In our reading from Matthew, John the Baptist calls the people of God to repent and be prepared for the coming of the Lord. He, too, referred to God as a forester. Listen: “Even now the axe lying at the root of the trees; every tree therefore that is not bearing good fruit is cut down and thrown into the fire.”
Like Isaiah before him, John had a lively vision of the future, which was at odds with what people could see. And John knew that this new future required repentance. There is a direct relationship between hope and repentance, for repentance literally means to turn in a new direction. Repentance is not about feeling guilty and remorseful about the past as much as it is about moving on, and leaving the past behind for a new future.
Advent invites us to keep our eyes fixed not on the dead stumps, but on “the root of Jesse”: Jesus Christ our Lord. Once upon a time nobody saw him coming except for a few prophets. But now we look to him. And when we look to him it’s not hard to envision new possibilities, new worlds, new lives.

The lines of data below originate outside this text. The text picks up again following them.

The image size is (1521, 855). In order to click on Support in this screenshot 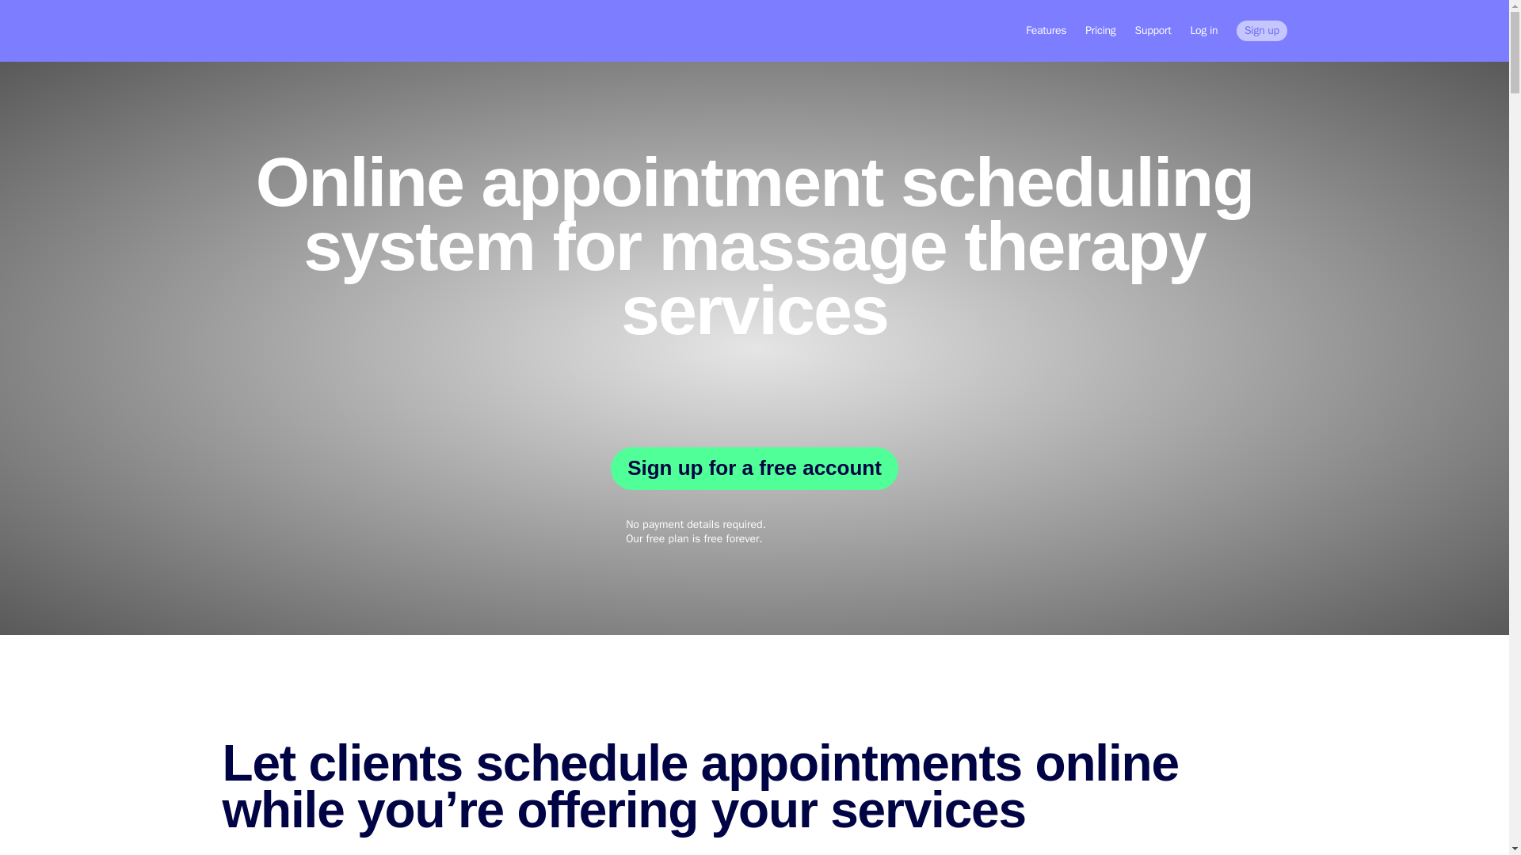, I will do `click(1152, 31)`.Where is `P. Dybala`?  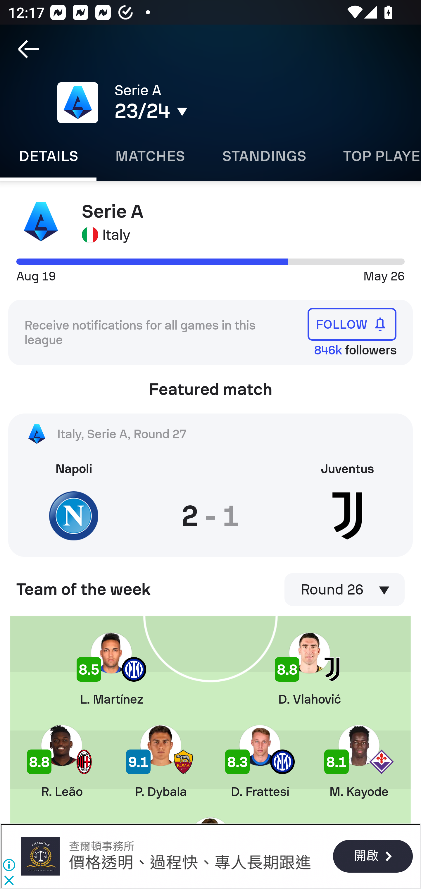 P. Dybala is located at coordinates (161, 762).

When you look to him it is not hard to imagine a new church, a changed society, a transformed world. It is not hard to imagine a world without fear or hatred. It is not hard to imagine a world full of justice and righteousness, security and peace. Not just for us, or for our country, but for our neighbors near and far, for the whole world which God loves and for which Christ died. A future that leaves no one out. That is what we are invited to imagine. We look to Jesus, for he is our hope, and wherever Jesus is, you are sure to see new shoots growing out of old stumps. Amen.